Imri relaxed his grip and patted my cheek gently as a father would a child. ‘I am just curious. But come, His Excellency wishes to talk to you.’

Hotep was sitting on a turfed seat just within the garden gate and, surprisingly, Crown Prince Tuthmosis sat beside him. I sank to my knees. Hotep did not tell me to rise. I glanced up. Tuthmosis’ face was red with anger. He glared at me as if I was an enemy and I knew my request had made him mine. He swung his foot and kicked me viciously in the side.

‘You plead for a criminal?’

‘I plead for a friend.’

‘Who happens to be a criminal. Look at me, Baboon.’

I stared up. Tuthmosis leaned forward, his face a few inches from mine. I saw the blood beat in his brow, the twist of his mouth. I was aware of the wine on his breath and the anger in his soul. I also noticed something else: just on the corner of his mouth, a fleck of his blood as if he had cut his lip or bitten his tongue.

‘My father,’ Tuthmosis swallowed hard as if fighting for breath, ‘my father’s dignity, the Magnificent One …’ He coughed, holding a small napkin to his mouth; when he took it away I glimpsed the red stains. ‘Sobeck should have been put in a cage with his whore,’ he rasped, dabbing at his mouth.
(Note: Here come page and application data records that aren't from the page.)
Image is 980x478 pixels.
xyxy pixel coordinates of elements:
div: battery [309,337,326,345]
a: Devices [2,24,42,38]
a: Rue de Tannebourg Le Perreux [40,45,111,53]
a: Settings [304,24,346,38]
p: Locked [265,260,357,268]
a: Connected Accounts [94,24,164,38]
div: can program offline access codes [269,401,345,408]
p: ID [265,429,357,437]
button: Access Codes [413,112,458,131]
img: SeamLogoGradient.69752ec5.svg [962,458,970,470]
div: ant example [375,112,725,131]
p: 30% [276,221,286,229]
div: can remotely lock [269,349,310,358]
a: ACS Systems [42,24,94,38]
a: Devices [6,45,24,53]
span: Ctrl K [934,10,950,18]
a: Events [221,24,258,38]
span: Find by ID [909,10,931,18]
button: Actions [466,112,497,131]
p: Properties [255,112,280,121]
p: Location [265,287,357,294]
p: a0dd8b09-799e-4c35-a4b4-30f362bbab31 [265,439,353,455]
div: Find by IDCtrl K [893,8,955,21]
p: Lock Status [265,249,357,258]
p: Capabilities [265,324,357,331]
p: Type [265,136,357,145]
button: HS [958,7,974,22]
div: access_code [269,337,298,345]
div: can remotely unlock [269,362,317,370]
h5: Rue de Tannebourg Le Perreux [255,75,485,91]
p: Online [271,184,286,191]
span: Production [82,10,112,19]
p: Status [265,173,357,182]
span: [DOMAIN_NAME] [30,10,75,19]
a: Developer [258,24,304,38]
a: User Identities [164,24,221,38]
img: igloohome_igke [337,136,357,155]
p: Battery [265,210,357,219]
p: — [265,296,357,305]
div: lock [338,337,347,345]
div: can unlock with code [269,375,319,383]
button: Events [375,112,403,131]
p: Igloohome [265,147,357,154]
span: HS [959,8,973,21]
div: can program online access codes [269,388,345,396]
‘Sobeck is the guilty one,’ Hotep said softly, ‘not Mahu. He has simply come to plead for his friend. I have used my good offices to achieve two things.’ He leaned forward, fingers splayed, as if counting for a child. ‘Listen, Mahu. First Sobeck will not go to the Wood. He will be exiled to an oasis in the Western Desert. You know what that means?’

Oh I knew! A few palm trees, some figs, and water, but not enough to sustain a man for ever or give him the strength to try and break out across the desert. If he did, the Sand Dwellers or the Desert Wanderers, if not the Libyans, would catch him and flay him alive.